June 1, 2009
Obama's support for the new Graham-Lieberman secrecy law
By Glenn Greenwald
Glenn Greenwald was previously a constitutional law and civil rights litigator in New York. He is the author of the New York Times Bestselling book "How Would a Patriot Act?," a critique of the Bush administration's use of executive power, released in May 2006. His second book, "A Tragic Legacy", examines the Bush legacy.
It was one thing when President Obama reversed himself last month by announcing that he would appeal the Second Circuit's ruling that the Freedom of Information Act (FOIA) compelled disclosure of various photographs of detainee abuse sought by the ACLU. Agree or disagree with Obama's decision, at least the basic legal framework of transparency was being respected, since Obama's actions amounted to nothing more than a request that the Supreme Court review whether the mandates of FOIA actually required disclosure in this case. But now -- obviously anticipating that the Government is likely to lose in court again (.pdf) -- Obama wants Congress to change FOIA by retroactively narrowing its disclosure requirements, prevent a legal ruling by the courts, and vest himself with brand new secrecy powers under the law which, just as a factual matter, not even George Bush sought for himself.
The White House is actively supporting a new bill jointly sponsored by Sens. Lindsey Graham and Joe Lieberman -- called The Detainee Photographic Records Protection Act of 2009 -- that literally has no purpose other than to allow the government to suppress any "photograph taken between September 11, 2001 and January 22, 2009 relating to the treatment of individuals engaged, captured, or detained after September 11, 2001, by the Armed Forces of the United States in operations outside of the United States." As long as the Defense Secretary certifies -- with no review possible -- that disclosure would "endanger" American citizens or our troops, then the photographs can be suppressed even if FOIA requires disclosure. The certification lasts 3 years and can be renewed indefinitely. The Senate passed the bill as an amendment last week.
The debate over whether there is value in disclosing these specific photographs is entirely misplaced. That isn't how open government works. The burden isn't on citizens to prove that there is value in disclosure. Everything that government does is supposed to be transparent to the public unless there is a compelling reason for secrecy -- and the whole point of FOIA always has been that mere embarrassment, the mere fact that information reflects poorly on our government, isn't a legitimate ground for concealment. That's a critical principle for open government. This new law explicitly guts that principle. It institutionalizes the pernicious notion that secrecy is justified where disclosure would reflect badly on the Government and thus "endanger" American citizens and/or our troops.
Combine all of this with the increasingly disturbing spectacle taking place in a California federal court in the Al-Haramain case -- where the Obama DOJ is on the verge of being sanctioned by a federal judge for defying the court's order to make available documents relating to Bush's illegal eavesdropping activities -- and the infatuation with excessive presidential secrecy, the linchpin of government abuse, appears alive and well in the new administration. Is there really anyone who wants to argue that defiance of a federal court's order and enacting a new law authorizing suppression of torture evidence -- the disclosure of which is compelled both by courts and FOIA -- are remotely consistent with anything Obama said he would do, or remotely consistent with what a healthy democratic government would do?
Please read the complete article at:
http://www.salon.com/opinion/greenwald/2009/06/01/photos/index.html------------------------------------
Federal Judge Threatens DOJ Lawyers With Sanctions in Warrantless Wiretapping Case
Evan Hill
The Recorder
May 26, 2009
Government lawyers trying to fend off a much-watched warrantless wiretapping case in federal court now face sanctions and the possibility of a judgment that the United States committed illegal surveillance (pdf), following an order filed on Friday by Northern District of California Chief Judge Vaughn Walker (.pdf).
Walker, bringing to a head months of volleying between the government, the plaintiffs and himself, ordered Justice Department lawyers to explain why he should not essentially enter a default judgment against the government for violating the Foreign Intelligence Surveillance Act by spying on the Al-Haramain Islamic Foundation.
The government has refused to obey court orders by repeatedly stonewalling Walker's attempt to move the case forward, Walker wrote.
If he rules as threatened, Al-Haramain would win without forcing the government to acknowledge surveillance.
The government unwittingly set the Al-Haramain litigation into motion years ago by accidentally disclosing to the charity a classified document that reportedly shows a summary of intercepted phone conversations.
The government retrieved the document and has asserted the state secrets privilege to try to dismiss the Al-Haramain case, on the grounds that without the classified information, Al-Haramain can't prove surveillance.
Government officials, including the director of the National Security Agency, are refusing to cooperate "because, they assert, plaintiffs' attorneys do not 'need to know' the information that the court has determined they do need to know," Walker wrote.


EXERCISE DESCRIPTION: Look for the line that has "What are the" in the material below; please repeat it and every line after it, exactly, up to and including the line that has "Image resolution: width=633", and nothing else.

### INPUT RECORDS

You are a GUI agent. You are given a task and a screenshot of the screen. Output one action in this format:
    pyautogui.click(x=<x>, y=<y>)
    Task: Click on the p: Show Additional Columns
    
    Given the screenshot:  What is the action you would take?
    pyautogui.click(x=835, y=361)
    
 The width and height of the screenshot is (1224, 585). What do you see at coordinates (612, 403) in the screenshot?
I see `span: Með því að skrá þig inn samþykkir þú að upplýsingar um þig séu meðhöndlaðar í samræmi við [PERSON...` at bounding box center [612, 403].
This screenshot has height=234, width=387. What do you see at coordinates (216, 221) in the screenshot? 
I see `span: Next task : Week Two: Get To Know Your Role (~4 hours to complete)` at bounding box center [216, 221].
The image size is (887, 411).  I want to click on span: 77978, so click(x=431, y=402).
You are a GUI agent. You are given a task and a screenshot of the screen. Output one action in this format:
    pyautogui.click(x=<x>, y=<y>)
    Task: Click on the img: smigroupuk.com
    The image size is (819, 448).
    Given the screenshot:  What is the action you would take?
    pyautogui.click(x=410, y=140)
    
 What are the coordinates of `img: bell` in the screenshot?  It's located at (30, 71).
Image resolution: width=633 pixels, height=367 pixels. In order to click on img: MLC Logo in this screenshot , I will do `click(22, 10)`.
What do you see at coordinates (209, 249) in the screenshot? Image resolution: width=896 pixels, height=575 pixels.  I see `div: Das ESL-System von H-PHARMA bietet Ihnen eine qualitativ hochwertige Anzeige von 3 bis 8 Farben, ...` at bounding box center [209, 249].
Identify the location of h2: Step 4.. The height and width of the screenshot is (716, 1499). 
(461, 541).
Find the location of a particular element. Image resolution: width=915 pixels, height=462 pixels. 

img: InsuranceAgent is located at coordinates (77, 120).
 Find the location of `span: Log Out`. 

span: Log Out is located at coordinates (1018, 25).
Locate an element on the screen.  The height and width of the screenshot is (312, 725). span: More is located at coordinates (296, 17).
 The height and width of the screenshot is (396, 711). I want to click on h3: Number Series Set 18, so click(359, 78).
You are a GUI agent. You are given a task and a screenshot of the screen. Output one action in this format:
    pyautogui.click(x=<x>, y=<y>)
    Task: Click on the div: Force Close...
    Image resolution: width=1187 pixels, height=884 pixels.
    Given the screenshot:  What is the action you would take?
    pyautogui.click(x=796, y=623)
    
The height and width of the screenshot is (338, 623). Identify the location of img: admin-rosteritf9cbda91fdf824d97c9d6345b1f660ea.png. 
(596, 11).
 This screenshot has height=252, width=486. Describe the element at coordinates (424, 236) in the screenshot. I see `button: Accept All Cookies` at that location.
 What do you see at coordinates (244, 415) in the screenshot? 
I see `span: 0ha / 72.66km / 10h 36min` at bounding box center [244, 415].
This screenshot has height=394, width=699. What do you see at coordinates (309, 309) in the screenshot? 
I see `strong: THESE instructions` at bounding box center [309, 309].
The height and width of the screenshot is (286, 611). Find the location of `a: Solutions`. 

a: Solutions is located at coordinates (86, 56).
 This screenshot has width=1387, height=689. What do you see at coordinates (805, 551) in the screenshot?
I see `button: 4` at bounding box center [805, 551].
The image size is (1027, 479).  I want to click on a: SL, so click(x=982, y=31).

######

ANSWER:
 What are the coordinates of `img: bell` in the screenshot?  It's located at (30, 71).
Image resolution: width=633 pixels, height=367 pixels. In order to click on img: MLC Logo in this screenshot , I will do `click(22, 10)`.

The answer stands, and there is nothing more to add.